A year-long fight between Dennis Kucinich and his hometown media just kicked up a notch. Today's court filing by Cleveland.com and The Plain Dealer asks a judge to toss the former mayor and congressman’s libel lawsuit, arguing that newly produced records show deeper consulting and financial ties between Kucinich, a local businessman, and FirstEnergy executives. The outlets say those connections sit at the heart of their reporting on Kucinich’s links to the utility’s HB 6 scandal and want the judge to treat the new documents as the case ending.
According to the court filing says ties run deep, the defendants point to invoices, emails, and meeting notes that connect Kucinich to restaurateur Tony George and to FirstEnergy officials, including former senior vice president Dennis Chack. They argue those records undercut key parts of Kucinich’s libel claim and urge the judge to dismiss the suit on the ground that Kucinich has not shown the “actual malice” required to win a defamation case as a public figure.
Documents and invoices at the center
Documents hosted on DocumentCloud and related reporting show invoices submitted to FirstEnergy in 2018 from a company called Jobob, Inc. The filing says those invoices were tied to consulting work for Kucinich. It also claims Kucinich pitched a multimillion-dollar SkyMining carbon capture and cryptocurrency proposal to FirstEnergy and advised company officials on traffic safety devices, citing emails and internal messages among executives as support.
Kucinich first sued The Plain Dealer and Cleveland.com in 2022, accusing the outlets of falsely tying him to the HB 6 scandal and seeking damages. His original complaint and exhibits, posted online by his attorneys, lay out the core dispute over whether local coverage wrongly suggested he took money connected to FirstEnergy interests while he was weighing political campaigns.
Legal stakes and the actual malice standard
Because Kucinich is a public figure, the case is governed by the New York Times "actual malice" standard, which requires a plaintiff to show with convincing evidence that a publisher knew a statement was false or acted with reckless disregard for the truth. The Legal Information Institute notes that this burden is high, and the news outlets argue in their filing that Kucinich has offered no evidence that clears that bar. The filing also says Kucinich admitted he suffered no damages from the articles at issue, a point the defendants say further weakens what is left of the lawsuit.
Where this fits in the HB 6 fallout
The new motion lands as the broader HB 6 investigations and regulatory hearings continue to unfold and as former FirstEnergy officials tied to the scandal are pressed for testimony. State reporting has noted that Dennis Chack was fired by FirstEnergy during the company’s internal probe and later granted immunity so he could testify in related proceedings. The Ohio Capital Journal and other outlets have tracked how emails, texts, and payout records have emerged as evidence in multiple civil and regulatory matters tied to HB 6.
The Plain Dealer and Cleveland.com are asking the court to shut the case down at this stage. Kucinich’s lawyers are expected to respond with their own filings that challenge the new factual assertions and defend their client’s claims about the coverage. It will be up to the judge to decide whether these latest materials justify ending the lawsuit now or whether the fight moves on to deeper fact-finding.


*Task item*
Count the lines of the records below that hold the word "axis", and give only the number.

*Provided material*

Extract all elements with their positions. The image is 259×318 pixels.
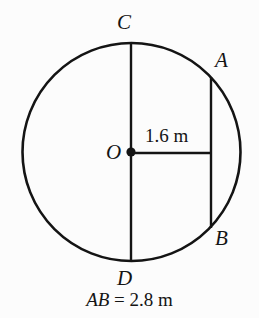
point-label-a: A — [215, 50, 228, 71]
point-label-d: D — [117, 268, 132, 289]
figure-caption: AB = 2.8 m — [0, 290, 259, 309]
center-label-o: O — [106, 142, 121, 163]
caption-segment-value: = 2.8 m — [109, 289, 173, 310]
point-label-c: C — [117, 12, 131, 33]
center-point-dot — [126, 147, 135, 156]
caption-segment-name: AB — [86, 289, 109, 310]
radius-measurement-label: 1.6 m — [145, 126, 188, 145]
geometry-figure: C D A B O 1.6 m AB = 2.8 m — [0, 0, 259, 318]
point-label-b: B — [215, 228, 228, 249]
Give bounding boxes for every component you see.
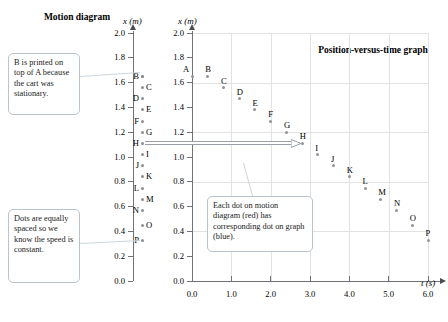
correspondence-arrow-head (291, 138, 302, 149)
correspondence-arrow-shaft (145, 141, 291, 145)
figure-root: Motion diagram x (m) 2.01.81.61.41.21.00… (0, 0, 448, 322)
correspondence-arrow (0, 0, 448, 322)
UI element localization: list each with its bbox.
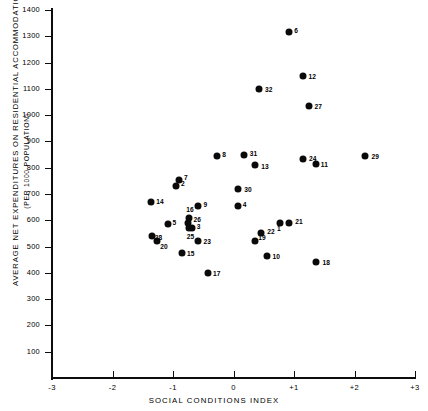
data-point-label: 25 — [187, 233, 195, 240]
data-point-label: 7 — [184, 174, 188, 181]
data-point-label: 30 — [244, 186, 252, 193]
y-tick-mark — [45, 141, 52, 142]
data-point — [179, 250, 186, 257]
data-point — [313, 259, 320, 266]
y-tick-mark — [45, 168, 52, 169]
data-point-label: 11 — [321, 161, 328, 168]
y-tick-label: 1000 — [22, 111, 40, 119]
x-tick-label: -3 — [48, 383, 56, 392]
data-point-label: 20 — [160, 243, 168, 250]
data-point — [362, 152, 369, 159]
y-tick-label: 200 — [27, 321, 40, 329]
data-point — [164, 221, 171, 228]
y-tick-label: 800 — [27, 164, 40, 172]
data-point-label: 5 — [173, 219, 177, 226]
y-tick-mark — [45, 10, 52, 11]
y-tick-mark — [45, 63, 52, 64]
data-point — [176, 176, 183, 183]
y-tick-mark — [45, 194, 52, 195]
data-point-label: 24 — [309, 155, 317, 162]
y-tick-mark — [45, 89, 52, 90]
data-point-label: 32 — [265, 86, 273, 93]
y-tick-label: 400 — [27, 269, 40, 277]
y-tick-label: 1100 — [23, 85, 40, 93]
x-tick-label: +1 — [289, 383, 298, 392]
y-tick-label: 100 — [27, 348, 40, 356]
data-point — [205, 269, 212, 276]
data-point-label: 23 — [203, 238, 211, 245]
x-tick-label: +2 — [350, 383, 359, 392]
data-point — [173, 183, 180, 190]
data-point — [305, 102, 312, 109]
y-tick-mark — [45, 352, 52, 353]
y-tick-mark — [45, 299, 52, 300]
y-tick-mark — [45, 247, 52, 248]
scatter-plot-figure: AVERAGE NET EXPENDITURES ON RESIDENTIAL … — [0, 0, 428, 411]
data-point — [255, 85, 262, 92]
data-point-label: 18 — [322, 259, 330, 266]
data-point-label: 6 — [294, 27, 298, 34]
x-tick-label: -1 — [169, 383, 177, 392]
data-point — [148, 198, 155, 205]
x-tick-label: -2 — [109, 383, 117, 392]
data-point-label: 31 — [250, 150, 258, 157]
data-point — [214, 152, 221, 159]
y-tick-label: 1300 — [22, 32, 40, 40]
y-tick-mark — [45, 273, 52, 274]
data-point — [300, 155, 307, 162]
data-point-label: 17 — [213, 270, 221, 277]
data-point-label: 21 — [295, 218, 303, 225]
data-point — [252, 162, 259, 169]
plot-area — [52, 10, 415, 378]
data-point — [240, 152, 247, 159]
y-tick-mark — [45, 325, 52, 326]
data-point-label: 8 — [222, 151, 226, 158]
data-point-label: 10 — [272, 253, 280, 260]
data-point-label: 28 — [155, 234, 163, 241]
data-point — [286, 29, 293, 36]
data-point-label: 14 — [156, 198, 164, 205]
data-point-label: 15 — [187, 250, 195, 257]
data-point — [286, 219, 293, 226]
data-point — [195, 202, 202, 209]
data-point — [234, 202, 241, 209]
data-point-label: 27 — [315, 103, 323, 110]
data-point — [264, 252, 271, 259]
y-tick-label: 1200 — [22, 59, 40, 67]
data-point-label: 9 — [203, 201, 207, 208]
y-tick-mark — [45, 115, 52, 116]
x-tick-mark — [415, 371, 416, 378]
y-tick-label: 600 — [27, 216, 40, 224]
data-point — [299, 72, 306, 79]
data-point-label: 16 — [186, 206, 194, 213]
y-tick-mark — [45, 36, 52, 37]
data-point — [258, 230, 265, 237]
x-tick-label: 0 — [231, 383, 236, 392]
y-tick-label: 900 — [27, 137, 40, 145]
y-axis-title-line1: AVERAGE NET EXPENDITURES ON RESIDENTIAL … — [11, 0, 20, 286]
x-tick-label: +3 — [410, 383, 419, 392]
y-tick-mark — [45, 220, 52, 221]
y-tick-label: 300 — [27, 295, 40, 303]
y-tick-label: 700 — [27, 190, 40, 198]
data-point — [195, 238, 202, 245]
data-point — [184, 219, 191, 226]
data-point-label: 12 — [309, 73, 317, 80]
data-point-label: 26 — [194, 216, 202, 223]
data-point-label: 3 — [197, 223, 201, 230]
data-point-label: 1 — [277, 225, 281, 232]
data-point-label: 4 — [243, 201, 247, 208]
data-point — [235, 185, 242, 192]
x-axis-title: SOCIAL CONDITIONS INDEX — [0, 396, 428, 405]
data-point-label: 13 — [261, 163, 269, 170]
y-tick-label: 500 — [27, 243, 40, 251]
data-point-label: 29 — [371, 153, 379, 160]
y-tick-label: 1400 — [22, 6, 40, 14]
data-point-label: 22 — [267, 228, 275, 235]
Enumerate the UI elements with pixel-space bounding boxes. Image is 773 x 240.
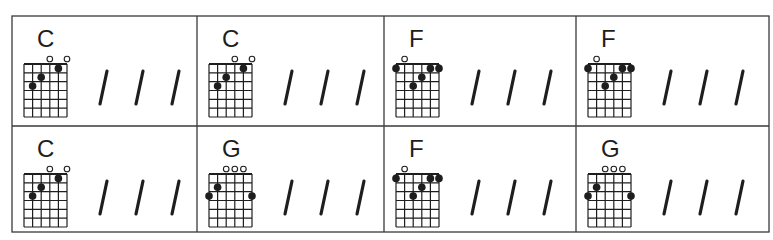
- finger-dot-icon: [584, 65, 592, 73]
- finger-dot-icon: [392, 65, 400, 73]
- beat-slash-icon: [357, 181, 364, 214]
- chord-diagram-c: [24, 166, 70, 227]
- beat-slash-icon: [136, 181, 143, 214]
- chord-diagram-g: [205, 166, 256, 227]
- finger-dot-icon: [248, 192, 256, 200]
- open-string-icon: [64, 166, 70, 172]
- finger-dot-icon: [205, 192, 213, 200]
- beat-slash-icon: [544, 181, 551, 214]
- frame-border: [12, 16, 769, 232]
- measure: F: [584, 25, 743, 117]
- finger-dot-icon: [427, 175, 435, 183]
- beat-slash-icon: [736, 181, 743, 214]
- chord-name: C: [37, 135, 54, 162]
- beat-slash-icon: [321, 71, 328, 104]
- beat-slash-icon: [321, 181, 328, 214]
- open-string-icon: [64, 56, 70, 62]
- beat-slash-icon: [172, 71, 179, 104]
- chord-diagram-c: [209, 56, 255, 117]
- finger-dot-icon: [409, 192, 417, 200]
- open-string-icon: [402, 166, 408, 172]
- beat-slash-icon: [100, 71, 107, 104]
- finger-dot-icon: [619, 65, 627, 73]
- beat-slash-icon: [285, 181, 292, 214]
- beat-slash-icon: [508, 181, 515, 214]
- chord-name: C: [222, 25, 239, 52]
- finger-dot-icon: [29, 82, 37, 90]
- beat-slash-icon: [136, 71, 143, 104]
- finger-dot-icon: [392, 175, 400, 183]
- chord-name: C: [37, 25, 54, 52]
- finger-dot-icon: [409, 82, 417, 90]
- finger-dot-icon: [55, 65, 63, 73]
- finger-dot-icon: [610, 73, 618, 81]
- open-string-icon: [232, 166, 238, 172]
- finger-dot-icon: [427, 65, 435, 73]
- measure: F: [392, 135, 551, 227]
- beat-slash-icon: [664, 181, 671, 214]
- finger-dot-icon: [29, 192, 37, 200]
- open-string-icon: [402, 56, 408, 62]
- beat-slash-icon: [700, 181, 707, 214]
- measure: F: [392, 25, 551, 117]
- finger-dot-icon: [240, 65, 248, 73]
- measure: G: [584, 135, 743, 227]
- finger-dot-icon: [601, 82, 609, 90]
- finger-dot-icon: [214, 183, 222, 191]
- measure: C: [209, 25, 364, 117]
- chord-diagram-f: [584, 56, 635, 117]
- chord-name: G: [601, 135, 620, 162]
- chord-diagram-f: [392, 56, 443, 117]
- measure-grid: [12, 16, 769, 232]
- finger-dot-icon: [584, 192, 592, 200]
- finger-dot-icon: [627, 192, 635, 200]
- chord-name: F: [409, 135, 424, 162]
- open-string-icon: [232, 56, 238, 62]
- beat-slash-icon: [472, 181, 479, 214]
- open-string-icon: [241, 166, 247, 172]
- finger-dot-icon: [418, 73, 426, 81]
- beat-slash-icon: [544, 71, 551, 104]
- open-string-icon: [249, 56, 255, 62]
- measure: C: [24, 25, 179, 117]
- finger-dot-icon: [222, 73, 230, 81]
- finger-dot-icon: [418, 183, 426, 191]
- open-string-icon: [594, 56, 600, 62]
- beat-slash-icon: [664, 71, 671, 104]
- finger-dot-icon: [214, 82, 222, 90]
- finger-dot-icon: [593, 183, 601, 191]
- beat-slash-icon: [285, 71, 292, 104]
- measure: C: [24, 135, 179, 227]
- open-string-icon: [223, 166, 229, 172]
- chord-diagram-c: [24, 56, 70, 117]
- chord-name: F: [409, 25, 424, 52]
- chord-chart: CCFFCGFG: [0, 0, 773, 240]
- beat-slash-icon: [508, 71, 515, 104]
- measure: G: [205, 135, 364, 227]
- open-string-icon: [47, 56, 53, 62]
- finger-dot-icon: [435, 175, 443, 183]
- beat-slash-icon: [736, 71, 743, 104]
- open-string-icon: [620, 166, 626, 172]
- open-string-icon: [602, 166, 608, 172]
- chord-name: G: [222, 135, 241, 162]
- finger-dot-icon: [627, 65, 635, 73]
- finger-dot-icon: [37, 73, 45, 81]
- finger-dot-icon: [435, 65, 443, 73]
- beat-slash-icon: [700, 71, 707, 104]
- chord-name: F: [601, 25, 616, 52]
- chord-diagram-f: [392, 166, 443, 227]
- beat-slash-icon: [357, 71, 364, 104]
- finger-dot-icon: [55, 175, 63, 183]
- open-string-icon: [611, 166, 617, 172]
- finger-dot-icon: [37, 183, 45, 191]
- chord-diagram-g: [584, 166, 635, 227]
- open-string-icon: [47, 166, 53, 172]
- beat-slash-icon: [472, 71, 479, 104]
- beat-slash-icon: [100, 181, 107, 214]
- beat-slash-icon: [172, 181, 179, 214]
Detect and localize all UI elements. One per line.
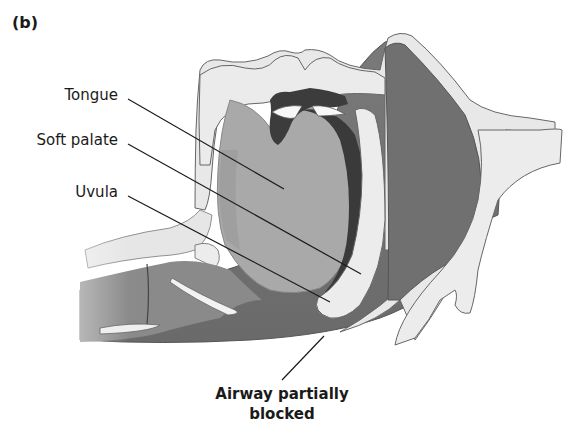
airway-label-line2: blocked bbox=[182, 404, 382, 424]
airway-label-line1: Airway partially bbox=[182, 384, 382, 404]
soft-palate-label: Soft palate bbox=[0, 131, 118, 149]
panel-label: (b) bbox=[12, 13, 38, 32]
uvula-label: Uvula bbox=[0, 183, 118, 201]
tongue-label: Tongue bbox=[0, 86, 118, 104]
left-fade bbox=[0, 220, 130, 360]
airway-anatomy-diagram bbox=[0, 0, 564, 434]
airway-leader-line bbox=[282, 336, 324, 380]
airway-label: Airway partially blocked bbox=[182, 384, 382, 424]
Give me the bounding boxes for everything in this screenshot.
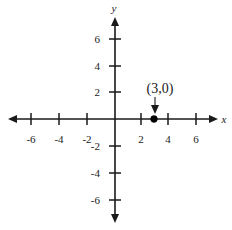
x-tick-label-4: 4 [165, 133, 171, 145]
x-axis-label: x [221, 113, 227, 125]
x-axis-left-arrow-icon [8, 115, 17, 123]
y-tick-label-2: 2 [95, 86, 101, 98]
x-tick-label-minus6: -6 [26, 133, 36, 145]
x-tick-label-2: 2 [138, 133, 144, 145]
y-axis-top-arrow-icon [111, 17, 119, 26]
coordinate-plane-svg: -6 -4 -2 2 4 6 6 4 2 -2 -4 -6 x y (3,0) [0, 0, 232, 230]
x-tick-label-minus4: -4 [54, 133, 64, 145]
data-point-3-0 [151, 116, 158, 123]
point-annotation-label: (3,0) [147, 81, 174, 97]
coordinate-plane-figure: -6 -4 -2 2 4 6 6 4 2 -2 -4 -6 x y (3,0) [0, 0, 232, 230]
y-axis-label: y [111, 2, 117, 14]
y-tick-label-minus2: -2 [91, 140, 100, 152]
down-arrow-icon [151, 105, 159, 114]
y-tick-label-minus6: -6 [91, 194, 101, 206]
y-tick-label-minus4: -4 [91, 167, 101, 179]
y-tick-label-4: 4 [95, 60, 101, 72]
x-axis-right-arrow-icon [209, 115, 218, 123]
y-axis-bottom-arrow-icon [111, 214, 119, 223]
y-tick-label-6: 6 [95, 33, 101, 45]
x-tick-label-6: 6 [193, 133, 199, 145]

*Reply to the exercise*
8